Me, non nato a percotere
Le dure illustri porte,
Nudo accorra, ma libero
Il regno della morte.
Naked, but free! A life of hard deprivations was long that of the illustrious LINNAEUS. Without fortune, to that great mind it never seemed necessary to acquire any. Perigrinating on foot with a stylus, a magnifying-glass, and a basket for plants, he shared the rustic meal of the peasant. Never was glory obtained at a cheaper rate! exclaims one of his eulogists. Satisfied with the least of the little, he only felt one perpetual want—that of completing his Flors. Not that LINNAEUS was insensible to his situation, for he gave his name to a little flower in Lapland—the Linnaea Borealis, from the fanciful analogy he discovered between its character and his own early fate, “a little northern plant flowering early, depressed, abject, and long overlooked.” The want of fortune, however, did not deprive this man of genius of his true glory, nor of that statue raised to him in the gardens of the University of Upsal, nor of that solemn eulogy delivered by a crowned head, nor of those medals which his nation struck to commemorate the genius of the three kingdoms of nature!
This, then, is the race who have often smiled at the light regard of their good neighbours when contrasted with their own celebrity; for in poverty and in solitude such men are not separated from their fame; that is ever proceeding, ever raising a secret, but constant, triumph in their minds.[A]
Yes! Genius, undegraded and unexhausted, may indeed even in a garret glow in its career; but it must be on the principle which induced ROUSSEAU solemnly to renounce writing “par metier.” This in the Journal de Scavans he once attempted, but found himself quite inadequate to “the profession."[B] In a garret, the author of the “Studies of Nature,” as he exultingly tells us, arranged his work. “It was in a little garret, in the new street of St. Etienne du Mont, where I resided four years, in the midst of physical and domestic afflictions. But there I enjoyed the most exquisite pleasures of my life, amid profound solitude and an enchanting horizon. There I put the finishing hand to my ‘Studies of Nature,’ and there I published them.” Pope, one day taking his usual walk with Harte in the Haymarket, desired him to enter a little shop, where going up three pair of stairs into a small room, Pope said, “In this garret AUDISON wrote his ‘Campaign!’” To the feelings of the poet this garret had become a consecrated spot; Genius seemed more itself, placed in contrast with its miserable locality!
[Footnote A: Spagnoletto, while sign-painting at Rome, attracted by his ability the notice of a cardinal, who ultimately gave him a home in his palace; but the artist, feeling that his poverty was necessary to his industry and independence, fled to Naples, and recommenced a life of labour.—ED.]
[Footnote B: Twice he repeated this resolution. See his Works, vol. xxxi, p. 283; vol. xxxii. p. 90.]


* **Exercise directions**: In the records below, find each line holding the word "Unbound" and copy it.

* **Input data**:
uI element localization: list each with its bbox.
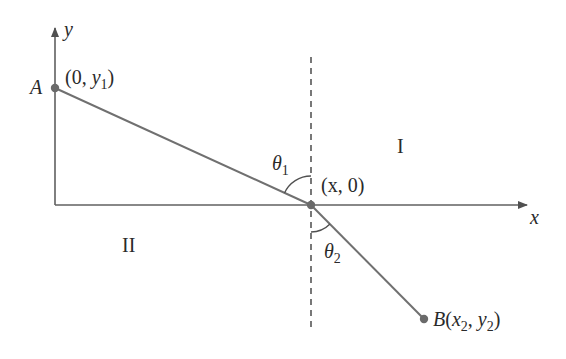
segment-p-b [311,205,424,319]
point-b-label: B(x2, y2) [433,308,500,334]
theta1-arc [285,176,312,193]
point-a-coord: (0, y1) [65,66,114,92]
theta1-label: θ1 [272,152,289,178]
region-i-label: I [397,135,404,157]
point-p-coord: (x, 0) [321,174,364,197]
refraction-diagram: y x A (0, y1) (x, 0) B(x2, y2) θ1 θ2 I I… [0,0,566,359]
y-axis-label: y [62,18,73,41]
theta2-label: θ2 [324,240,341,266]
x-axis-label: x [529,206,539,228]
theta2-arc [311,224,330,232]
point-a [51,84,59,92]
point-p [307,201,315,209]
point-a-label: A [28,76,43,98]
region-ii-label: II [122,234,135,256]
segment-a-p [55,88,311,205]
point-b [420,315,428,323]
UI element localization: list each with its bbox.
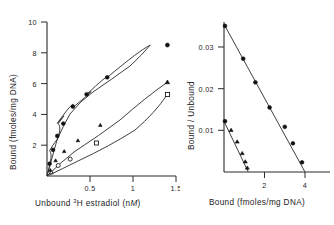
left-yticklabel-10: 10 bbox=[28, 18, 37, 27]
left-curve-high-affinity-smooth bbox=[47, 45, 150, 176]
left-x-axis-label-italic: M bbox=[130, 199, 137, 208]
data-point bbox=[240, 151, 244, 154]
right-x-axis-label: Bound (fmoles/mg DNA) bbox=[209, 198, 305, 207]
data-point bbox=[235, 140, 239, 143]
data-point bbox=[223, 119, 227, 123]
left-x-axis-label-post: H estradiol (n bbox=[77, 199, 131, 208]
right-xticklabel-4: 4 bbox=[303, 181, 307, 190]
left-xticklabel-05: 0.5 bbox=[84, 184, 95, 193]
left-x-axis-label-pre: Unbound bbox=[35, 199, 73, 208]
left-yticklabel-2: 2 bbox=[33, 141, 37, 150]
left-yticklabel-4: 4 bbox=[33, 110, 37, 119]
panel-saturation-binding: Bound (fmoles/mg DNA) 10 8 6 4 2 0.5 1 1… bbox=[0, 0, 180, 225]
panel-scatchard: Bound / Unbound 0.03 0.02 0.01 2 4 Bound… bbox=[180, 0, 334, 225]
data-point bbox=[229, 128, 233, 131]
left-xticklabel-15: 1.5 bbox=[170, 184, 180, 193]
left-curve-high-affinity bbox=[47, 45, 150, 176]
data-point bbox=[254, 80, 258, 84]
right-xticklabel-2: 2 bbox=[262, 181, 266, 190]
data-point bbox=[68, 157, 72, 161]
data-point bbox=[55, 134, 59, 138]
right-yticklabel-002: 0.02 bbox=[198, 85, 214, 94]
scatchard-plot-svg: Bound / Unbound 0.03 0.02 0.01 2 4 Bound… bbox=[180, 0, 334, 225]
right-yticklabel-003: 0.03 bbox=[198, 43, 214, 52]
data-point bbox=[94, 141, 98, 145]
data-point bbox=[241, 57, 245, 61]
left-curve-intermediate bbox=[47, 82, 167, 176]
data-point bbox=[223, 24, 227, 28]
left-x-axis-label-end: ) bbox=[138, 199, 141, 208]
data-point bbox=[48, 162, 52, 166]
data-point bbox=[268, 106, 272, 110]
data-point bbox=[165, 43, 169, 47]
right-regression-line-steep-slope bbox=[224, 121, 248, 172]
data-point bbox=[105, 75, 109, 79]
data-point bbox=[165, 80, 169, 84]
saturation-plot-svg: Bound (fmoles/mg DNA) 10 8 6 4 2 0.5 1 1… bbox=[0, 0, 180, 225]
left-xticklabel-1: 1 bbox=[131, 184, 135, 193]
left-y-axis-label: Bound (fmoles/mg DNA) bbox=[9, 74, 18, 170]
data-point bbox=[300, 160, 304, 164]
data-point bbox=[54, 159, 58, 162]
data-point bbox=[76, 139, 80, 142]
data-point bbox=[62, 150, 66, 153]
data-point bbox=[71, 105, 75, 109]
data-point bbox=[291, 141, 295, 145]
left-x-axis-label: Unbound 3H estradiol (nM) bbox=[35, 198, 141, 208]
data-point bbox=[283, 125, 287, 129]
left-yticklabel-8: 8 bbox=[33, 49, 37, 58]
right-regression-line-low-slope bbox=[224, 24, 305, 172]
data-point bbox=[56, 164, 60, 168]
data-point bbox=[51, 148, 55, 152]
data-point bbox=[165, 92, 169, 96]
left-yticklabel-6: 6 bbox=[33, 80, 37, 89]
data-point bbox=[61, 122, 65, 126]
right-y-axis-label: Bound / Unbound bbox=[187, 81, 196, 150]
left-curve-low-affinity bbox=[47, 94, 167, 176]
right-yticklabel-001: 0.01 bbox=[198, 126, 214, 135]
scatchard-binding-figure: Bound (fmoles/mg DNA) 10 8 6 4 2 0.5 1 1… bbox=[0, 0, 334, 225]
data-point bbox=[85, 92, 89, 96]
data-point bbox=[243, 160, 247, 163]
data-point bbox=[99, 123, 103, 126]
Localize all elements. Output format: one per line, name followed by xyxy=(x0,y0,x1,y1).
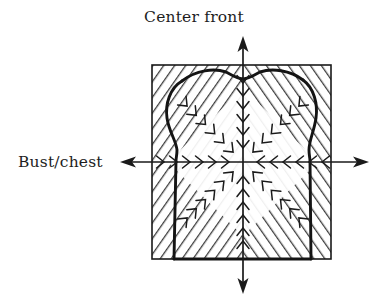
bodice-grading-diagram xyxy=(0,0,388,300)
label-center-front: Center front xyxy=(144,10,244,26)
label-bust-chest: Bust/chest xyxy=(18,155,103,171)
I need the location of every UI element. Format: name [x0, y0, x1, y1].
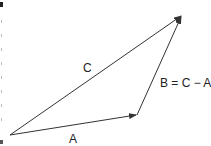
label-b-equation: B = C − A [160, 76, 211, 90]
label-c: C [83, 61, 92, 75]
left-edge-marks [0, 0, 3, 146]
vector-c-arrow [10, 16, 181, 135]
vector-diagram: C A B = C − A [0, 0, 211, 146]
label-a: A [69, 132, 77, 146]
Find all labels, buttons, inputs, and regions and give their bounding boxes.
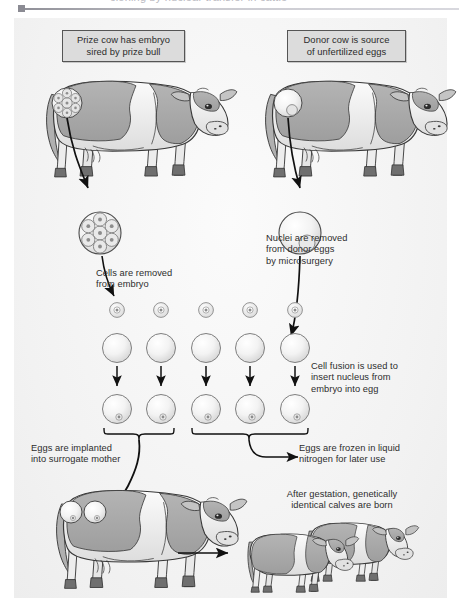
annotation-after-gestation: After gestation, genetically identical c… (268, 489, 416, 512)
annotation-eggs-implanted: Eggs are implanted into surrogate mother (31, 443, 120, 466)
caption-donor-cow: Donor cow is source of unfertilized eggs (287, 30, 406, 62)
annotation-cell-fusion: Cell fusion is used to insert nucleus fr… (311, 361, 398, 395)
clipped-header-text: cloning by nuclear transfer in cattle (110, 0, 410, 3)
annotation-cells-removed: Cells are removed from embryo (96, 268, 172, 291)
annotation-eggs-frozen: Eggs are frozen in liquid nitrogen for l… (299, 443, 400, 466)
caption-prize-cow: Prize cow has embryo sired by prize bull (62, 30, 185, 62)
header-rule-cap (18, 5, 25, 12)
figure-page: cloning by nuclear transfer in cattle (0, 0, 459, 610)
annotation-nuclei-removed: Nuclei are removed from donor eggs by mi… (266, 233, 348, 267)
header-rule (18, 8, 459, 10)
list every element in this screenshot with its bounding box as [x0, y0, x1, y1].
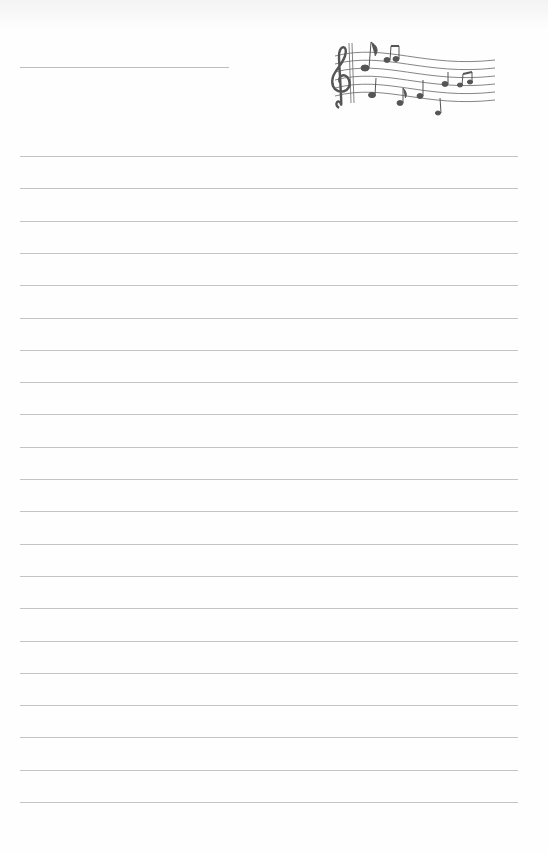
lined-paper-page — [0, 0, 548, 853]
ruled-line — [20, 253, 518, 254]
ruled-line — [20, 382, 518, 383]
name-line — [20, 67, 229, 68]
ruled-line — [20, 188, 518, 189]
ruled-line — [20, 802, 518, 803]
ruled-line — [20, 414, 518, 415]
ruled-line — [20, 350, 518, 351]
ruled-line — [20, 156, 518, 157]
ruled-line — [20, 673, 518, 674]
ruled-line — [20, 511, 518, 512]
scan-shadow — [0, 0, 548, 30]
ruled-line — [20, 544, 518, 545]
ruled-line — [20, 770, 518, 771]
ruled-line — [20, 705, 518, 706]
staff-lines — [335, 52, 495, 101]
ruled-line — [20, 479, 518, 480]
ruled-line — [20, 318, 518, 319]
music-staff-icon — [325, 38, 500, 120]
treble-clef — [332, 47, 349, 108]
ruled-line — [20, 737, 518, 738]
ruled-line — [20, 447, 518, 448]
ruled-line — [20, 608, 518, 609]
ruled-line — [20, 641, 518, 642]
ruled-line — [20, 285, 518, 286]
ruled-line — [20, 221, 518, 222]
ruled-line — [20, 576, 518, 577]
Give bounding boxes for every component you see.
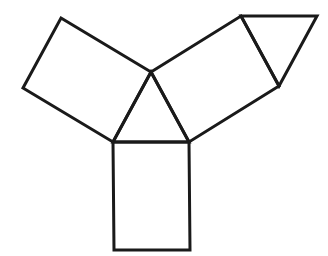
geometric-net-diagram [0,0,328,256]
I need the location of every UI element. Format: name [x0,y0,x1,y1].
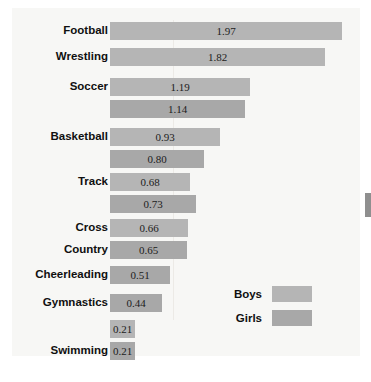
category-label: Country [0,243,108,256]
bar-value-label: 0.21 [110,320,135,338]
bar-row: Swimming0.21 [12,342,360,360]
bar-row: Soccer1.19 [12,78,360,96]
category-label: Wrestling [0,50,108,63]
scan-edge-artifact [365,193,371,217]
bar-value-label: 0.51 [110,266,170,284]
category-label: Soccer [0,80,108,93]
bar-row: 0.73 [12,195,360,213]
bar-row: Country0.65 [12,241,360,259]
legend-swatch-boys [272,286,312,302]
category-label: Swimming [0,344,108,357]
legend-item-girls: Girls [208,309,348,327]
bar-row: Wrestling1.82 [12,48,360,66]
bar-value-label: 0.73 [110,195,196,213]
bar-row: Cheerleading0.51 [12,266,360,284]
bar-girls: 0.51 [110,266,170,284]
bar-value-label: 0.65 [110,241,187,259]
legend-label-boys: Boys [208,285,262,303]
bar-value-label: 0.44 [110,294,162,312]
bar-row: Basketball0.93 [12,128,360,146]
bar-girls: 0.80 [110,150,204,168]
legend-swatch-girls [272,310,312,326]
bar-boys: 0.93 [110,128,220,146]
bar-boys: 1.82 [110,48,325,66]
bar-value-label: 0.93 [110,128,220,146]
bar-row: Cross0.66 [12,219,360,237]
legend-label-girls: Girls [208,309,262,327]
bar-boys: 1.19 [110,78,250,96]
chart-legend: Boys Girls [208,285,348,333]
figure-caption [10,370,360,380]
bar-girls: 0.44 [110,294,162,312]
bar-row: Football1.97 [12,22,360,40]
bar-row: 1.14 [12,100,360,118]
bar-boys: 0.68 [110,173,190,191]
bar-value-label: 1.82 [110,48,325,66]
bar-row: Track0.68 [12,173,360,191]
bar-value-label: 1.97 [110,22,342,40]
bar-girls: 0.65 [110,241,187,259]
figure-container: Football1.97Wrestling1.82Soccer1.191.14B… [0,0,371,382]
bar-girls: 1.14 [110,100,245,118]
bar-girls: 0.73 [110,195,196,213]
chart-panel: Football1.97Wrestling1.82Soccer1.191.14B… [12,8,360,356]
bar-value-label: 0.21 [110,342,135,360]
legend-item-boys: Boys [208,285,348,303]
category-label: Cheerleading [0,268,108,281]
bar-value-label: 1.14 [110,100,245,118]
category-label: Basketball [0,130,108,143]
category-label: Cross [0,221,108,234]
bar-boys: 0.21 [110,320,135,338]
bar-girls: 0.21 [110,342,135,360]
bar-value-label: 0.68 [110,173,190,191]
bar-row: 0.80 [12,150,360,168]
bar-value-label: 0.80 [110,150,204,168]
bar-boys: 1.97 [110,22,342,40]
bar-boys: 0.66 [110,219,188,237]
category-label: Football [0,24,108,37]
bar-value-label: 0.66 [110,219,188,237]
bar-value-label: 1.19 [110,78,250,96]
category-label: Track [0,175,108,188]
category-label: Gymnastics [0,296,108,309]
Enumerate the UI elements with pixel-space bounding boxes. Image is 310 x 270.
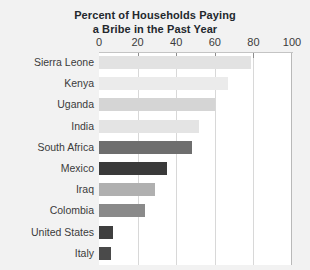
category-label-south-africa: South Africa	[0, 141, 94, 154]
x-tick-label-40: 40	[170, 36, 182, 48]
chart-title-line-2: a Bribe in the Past Year	[0, 22, 310, 36]
plot-area	[99, 53, 292, 265]
category-label-iraq: Iraq	[0, 183, 94, 196]
x-axis-tick-labels: 020406080100	[0, 36, 310, 52]
x-tick-label-80: 80	[247, 36, 259, 48]
category-label-italy: Italy	[0, 247, 94, 260]
category-label-colombia: Colombia	[0, 204, 94, 217]
bar-italy	[99, 247, 111, 260]
gridline-80	[253, 53, 254, 265]
x-tick-label-100: 100	[283, 36, 301, 48]
y-axis-category-labels: Sierra LeoneKenyaUgandaIndiaSouth Africa…	[0, 53, 94, 265]
category-label-mexico: Mexico	[0, 162, 94, 175]
bar-uganda	[99, 98, 215, 111]
bar-colombia	[99, 204, 145, 217]
bar-india	[99, 120, 199, 133]
bar-iraq	[99, 183, 155, 196]
bar-south-africa	[99, 141, 192, 154]
category-label-kenya: Kenya	[0, 77, 94, 90]
x-tick-label-0: 0	[96, 36, 102, 48]
category-label-uganda: Uganda	[0, 98, 94, 111]
x-tick-label-20: 20	[131, 36, 143, 48]
x-tick-label-60: 60	[209, 36, 221, 48]
bar-kenya	[99, 77, 228, 90]
chart-title-line-1: Percent of Households Paying	[0, 8, 310, 22]
category-label-sierra-leone: Sierra Leone	[0, 56, 94, 69]
category-label-united-states: United States	[0, 226, 94, 239]
bar-united-states	[99, 226, 113, 239]
category-label-india: India	[0, 120, 94, 133]
bar-sierra-leone	[99, 56, 251, 69]
bar-chart: Percent of Households Paying a Bribe in …	[0, 0, 310, 270]
chart-title: Percent of Households Paying a Bribe in …	[0, 8, 310, 36]
bar-mexico	[99, 162, 167, 175]
x-tick-80	[253, 53, 254, 58]
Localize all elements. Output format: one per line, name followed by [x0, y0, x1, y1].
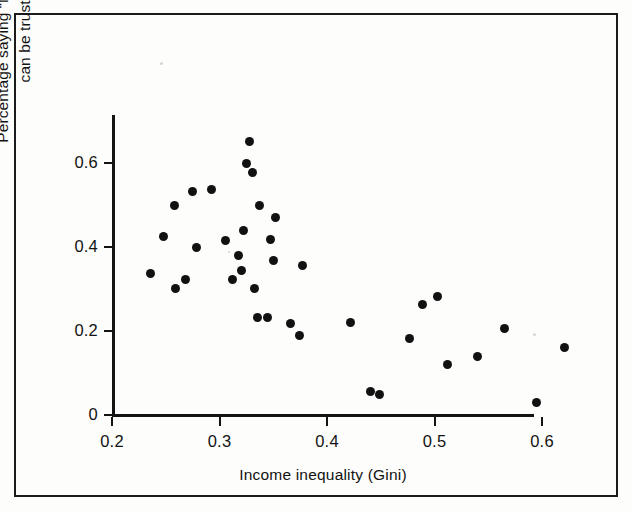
y-axis-title-line1: Percentage saying “Most people: [0, 0, 11, 143]
x-tick: [219, 417, 221, 426]
y-tick: [104, 330, 113, 332]
paper-speck: [160, 62, 163, 65]
y-tick-label: 0.6: [50, 153, 98, 172]
paper-speck: [228, 251, 230, 253]
scatter-point: [266, 235, 275, 244]
y-tick: [104, 414, 113, 416]
figure-container: 00.20.40.6 0.20.30.40.50.6 Income inequa…: [0, 0, 632, 513]
x-tick-label: 0.6: [516, 432, 568, 451]
scatter-point: [500, 324, 509, 333]
x-tick-label: 0.4: [301, 432, 353, 451]
y-axis-line: [112, 115, 115, 417]
x-tick: [111, 417, 113, 426]
scatter-point: [366, 387, 375, 396]
scatter-point: [443, 360, 452, 369]
y-axis-title: Percentage saying “Most people can be tr…: [0, 0, 37, 150]
scatter-point: [473, 352, 482, 361]
scatter-point: [171, 284, 180, 293]
scatter-point: [271, 213, 280, 222]
x-tick: [434, 417, 436, 426]
y-tick: [104, 162, 113, 164]
scatter-point: [298, 261, 307, 270]
x-tick: [326, 417, 328, 426]
scatter-point: [295, 331, 304, 340]
scatter-point: [346, 318, 355, 327]
scatter-point: [253, 313, 262, 322]
figure-frame: [14, 13, 618, 497]
scatter-point: [242, 159, 251, 168]
scatter-point: [263, 313, 272, 322]
y-tick-label: 0: [50, 405, 98, 424]
scatter-point: [248, 168, 257, 177]
scatter-point: [192, 243, 201, 252]
y-tick-label: 0.2: [50, 321, 98, 340]
paper-speck: [533, 333, 536, 336]
scatter-point: [146, 269, 155, 278]
x-axis-line: [112, 414, 534, 417]
scatter-point: [237, 266, 246, 275]
y-tick-label: 0.4: [50, 237, 98, 256]
x-tick-label: 0.5: [409, 432, 461, 451]
scatter-point: [239, 226, 248, 235]
scatter-point: [375, 390, 384, 399]
x-axis-title: Income inequality (Gini): [112, 466, 534, 484]
scatter-point: [286, 319, 295, 328]
scatter-point: [269, 256, 278, 265]
scatter-point: [181, 275, 190, 284]
y-tick: [104, 246, 113, 248]
scatter-point: [255, 201, 264, 210]
scatter-point: [433, 292, 442, 301]
x-tick-label: 0.3: [194, 432, 246, 451]
y-axis-title-line2: can be trusted”: [14, 0, 36, 150]
x-tick: [541, 417, 543, 426]
x-tick-label: 0.2: [86, 432, 138, 451]
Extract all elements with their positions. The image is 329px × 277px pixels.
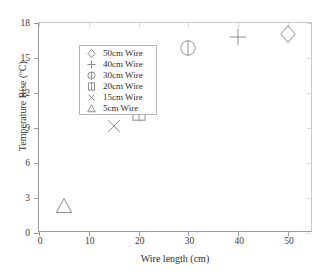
legend-item-label: 40cm Wire: [103, 59, 143, 70]
y-tick-12: 12: [34, 93, 39, 94]
plot-area: 0369121518 01020304050 50cm Wire 40cm Wi…: [38, 22, 312, 232]
triangle-icon: [83, 103, 103, 114]
x-tick-top-30: [188, 23, 189, 27]
y-tick-right-12: [307, 93, 311, 94]
diamond-icon: [83, 48, 103, 59]
y-tick-label-3: 3: [25, 194, 30, 204]
circle-icon: [83, 70, 103, 81]
x-tick-20: 20: [139, 231, 140, 236]
y-tick-label-0: 0: [25, 229, 30, 239]
x-tick-10: 10: [89, 231, 90, 236]
square-icon: [83, 81, 103, 92]
x-tick-label-20: 20: [135, 237, 145, 247]
y-tick-6: 6: [34, 163, 39, 164]
legend-item: 15cm Wire: [83, 92, 153, 103]
y-axis-label-degree: o: [16, 71, 24, 75]
legend-item: 5cm Wire: [83, 103, 153, 114]
legend-item: 50cm Wire: [83, 48, 153, 59]
x-tick-label-40: 40: [235, 237, 245, 247]
y-tick-right-15: [307, 58, 311, 59]
plus-icon: [83, 59, 103, 70]
x-tick-50: 50: [288, 231, 289, 236]
legend-item-label: 15cm Wire: [103, 92, 143, 103]
x-tick-30: 30: [188, 231, 189, 236]
x-tick-top-40: [238, 23, 239, 27]
x-tick-label-0: 0: [38, 237, 43, 247]
x-tick-label-10: 10: [85, 237, 95, 247]
x-tick-40: 40: [238, 231, 239, 236]
legend-item-label: 5cm Wire: [103, 103, 138, 114]
y-tick-right-3: [307, 198, 311, 199]
y-axis-label: Temperature Rise (oC): [16, 21, 28, 191]
legend-item-label: 20cm Wire: [103, 81, 143, 92]
y-tick-right-18: [307, 23, 311, 24]
x-tick-label-50: 50: [284, 237, 294, 247]
scatter-chart-figure: 0369121518 01020304050 50cm Wire 40cm Wi…: [0, 0, 329, 277]
y-tick-right-0: [307, 233, 311, 234]
legend-item: 30cm Wire: [83, 70, 153, 81]
chart-legend: 50cm Wire 40cm Wire 30cm Wire 20cm Wire …: [79, 45, 157, 115]
y-tick-right-9: [307, 128, 311, 129]
x-tick-0: 0: [39, 231, 40, 236]
x-tick-top-0: [39, 23, 40, 27]
legend-item: 40cm Wire: [83, 59, 153, 70]
y-axis-label-text: Temperature Rise (: [17, 75, 28, 152]
x-tick-label-30: 30: [185, 237, 195, 247]
legend-item-label: 30cm Wire: [103, 70, 143, 81]
y-tick-3: 3: [34, 198, 39, 199]
cross-icon: [83, 92, 103, 103]
y-tick-right-6: [307, 163, 311, 164]
legend-item-label: 50cm Wire: [103, 48, 143, 59]
legend-item: 20cm Wire: [83, 81, 153, 92]
y-axis-label-tail: C): [17, 61, 28, 71]
x-tick-top-20: [139, 23, 140, 27]
y-tick-15: 15: [34, 58, 39, 59]
x-axis-label: Wire length (cm): [38, 253, 312, 264]
y-tick-9: 9: [34, 128, 39, 129]
x-tick-top-10: [89, 23, 90, 27]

* **Answer to this task**:
left-x-axis-label-pre: Unbound bbox=[35, 199, 73, 208]
panel-scatchard: Bound / Unbound 0.03 0.02 0.01 2 4 Bound… bbox=[180, 0, 334, 225]
scatchard-plot-svg: Bound / Unbound 0.03 0.02 0.01 2 4 Bound… bbox=[180, 0, 334, 225]
left-x-axis-label: Unbound 3H estradiol (nM) bbox=[35, 198, 141, 208]
right-y-axis-label: Bound / Unbound bbox=[187, 81, 196, 150]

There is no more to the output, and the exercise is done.